Agentic AI architecture

  • What is the agent loop: goal, context, plan, tool call, observation, reflection, and stop condition?
  • Where do you put orchestration, memory, tool registry, permissions, evals, and human approval?
  • When is an agent the wrong architecture compared with RAG, workflow automation, or plain software?

Enterprise CEO lens

  • What business KPI changes, and who owns the result after the FDE leaves?
  • What can the agent do autonomously, what needs approval, and what must never be delegated?
  • How do we prevent agent sprawl, hidden cost, vendor lock-in, compliance risk, and brand damage?

AgentOps

  • How do you monitor tool success, task completion, reasoning traces, cost, latency, and escalation rate?
  • How do you test agents before production when behavior is multi-step and nondeterministic?
  • What is the rollback path if the agent starts taking the wrong actions?

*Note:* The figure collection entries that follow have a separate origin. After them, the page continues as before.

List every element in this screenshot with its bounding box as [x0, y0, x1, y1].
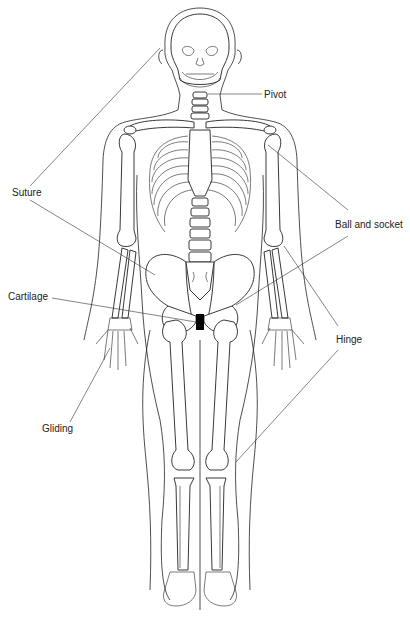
skeleton-joints-diagram: Pivot Suture Ball and socket Cartilage H… — [0, 0, 410, 625]
label-ball-and-socket: Ball and socket — [335, 219, 403, 230]
leader-hinge-elbow — [284, 246, 338, 326]
cervical-spine — [191, 92, 209, 119]
label-suture: Suture — [12, 187, 42, 198]
leader-ball-socket-shoulder — [268, 145, 348, 210]
label-gliding: Gliding — [42, 423, 73, 434]
label-hinge: Hinge — [336, 334, 363, 345]
ribs-left — [152, 142, 192, 226]
leader-suture-skull — [30, 48, 160, 186]
leg-right — [204, 320, 237, 606]
leader-gliding — [70, 348, 110, 422]
pubic-symphysis-cartilage — [196, 314, 204, 330]
label-cartilage: Cartilage — [8, 291, 48, 302]
ribcage — [150, 130, 251, 232]
leg-left — [163, 320, 196, 606]
lumbar-spine — [189, 198, 211, 262]
pelvis — [146, 254, 254, 333]
ribs-right — [208, 142, 248, 226]
skull — [171, 14, 229, 87]
label-pivot: Pivot — [264, 89, 286, 100]
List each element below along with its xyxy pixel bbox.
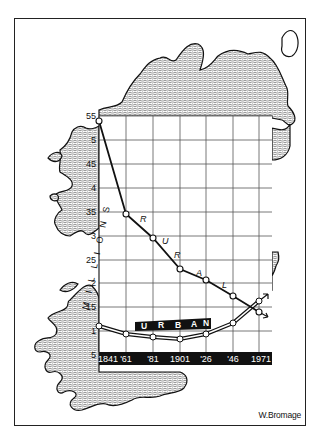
rural-label-letter: A [195, 268, 202, 278]
xtick-label: 1841 [98, 354, 118, 364]
rural-label-letter: L [222, 280, 227, 290]
xtick-label: 1901 [170, 354, 190, 364]
ytick-label: 4 [91, 183, 96, 193]
xtick-label: '61 [120, 354, 132, 364]
urban-label-letter: U [141, 321, 147, 331]
xtick-label: 1971 [251, 354, 271, 364]
ytick-label: 5 [91, 135, 96, 145]
chart-svg: 55 5 45 4 35 3 25 2 15 1 5 MILLIONS 1841… [0, 0, 323, 442]
ytick-label: 35 [86, 207, 96, 217]
urban-label-letter: R [158, 320, 164, 330]
xtick-label: '26 [200, 354, 212, 364]
artist-credit: W.Bromage [258, 410, 301, 420]
rural-label-letter: R [174, 250, 181, 260]
plot-area [99, 116, 272, 352]
ytick-label: 55 [86, 111, 96, 121]
xtick-label: '81 [147, 354, 159, 364]
ytick-label: 45 [86, 159, 96, 169]
figure: 55 5 45 4 35 3 25 2 15 1 5 MILLIONS 1841… [0, 0, 323, 442]
ytick-label: 5 [91, 350, 96, 360]
urban-label-letter: A [191, 319, 197, 329]
ytick-label: 1 [91, 326, 96, 336]
rural-label-letter: R [140, 214, 147, 224]
xtick-label: '46 [227, 354, 239, 364]
rural-label-letter: U [162, 236, 169, 246]
urban-label-letter: B [175, 320, 181, 330]
urban-label-letter: N [203, 318, 209, 328]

Domain knowledge architecture

  • When is simple vector RAG enough, and when do you need hybrid search, metadata, or GraphRAG?
  • How do you model domain concepts, permissions, freshness, source quality, and contradictions?
  • How do you prove the knowledge base is trustworthy enough for enterprise users?

Data readiness

  • Which documents, systems, and operational records are authoritative?
  • What is stale, duplicated, inaccessible, poorly structured, or legally sensitive?
  • How do you build ingestion, refresh, access control, and source citation into the architecture?

Decision boundary

  • Should this be RAG, GraphRAG, fine-tuning, an agent workflow, or classic search?
  • What accuracy, explainability, latency, and cost tradeoffs come with each choice?
  • How would you explain that choice to a CEO, security lead, and engineering lead?
07 / Prototype Test Lab

Submit one answer and get evaluator feedback

This is a lightweight prototype for the weekly tests. It is not a true LLM grader yet; it acts like a rubric agent in the browser, checking whether your answer covers the interview prompt, architecture/use-case reasoning, evidence, risks, and next actions. If this proves useful, the next version can connect to a real evaluator backend.

Submission

Pick a week, paste your answer, then run the evaluator. Good answers usually include a clear recommendation, tradeoffs, measurable success criteria, risks, and implementation details.

Evaluator feedback

Feedback will appear here after you submit. The evaluator is intentionally strict: vague answers score low even if they sound polished.

08 / Enterprise Readiness

Questions a CEO or enterprise sponsor will ask

An FDE profile is strongest when it can move beyond model demos and answer deployment-risk questions in business language. These are the questions the curriculum now trains toward.

Value and ownership

  • Which workflow KPI changes, and how quickly?
  • Who owns adoption, support, and business outcome after launch?
  • What budget, staffing, and change-management effort is required?

Control and risk

  • What can the agent do without approval, and where must humans stay in control?
  • How are identity, permissions, audit logs, data retention, and rollback handled?
  • What failure would damage trust, compliance, or brand reputation?

Scale and architecture

  • Will this become one agent, a workflow, a platform capability, or an agent mesh?
  • How do agents connect to APIs, data, tools, and existing systems without creating brittle debt?
  • How do we monitor, evaluate, govern, and retire agents over time?
09 / Portfolio

What you should have by the end

This is the interview package. It should feel like a real deployment story, not a toy notebook.

Working app

Deployed capstone with auth-like access assumptions, realistic data ingestion, RAG or tools, and an observable backend.

Architecture memo

Problem, users, system design, model choices, data flow, security posture, failure modes, and rollout plan.

Evaluation report

Golden dataset, metrics, examples of pass/fail behavior, manual review rubric, and cost/latency notes.

Demo narrative

Five-minute customer-style demo showing before/after workflow value, not just a tour of features.

10 / Public Materials

Resource library used in the weekly plan

This section mirrors the weekly curriculum. Strong supplemental knowledge bases are kept when they support a specific week, and each resource appears once.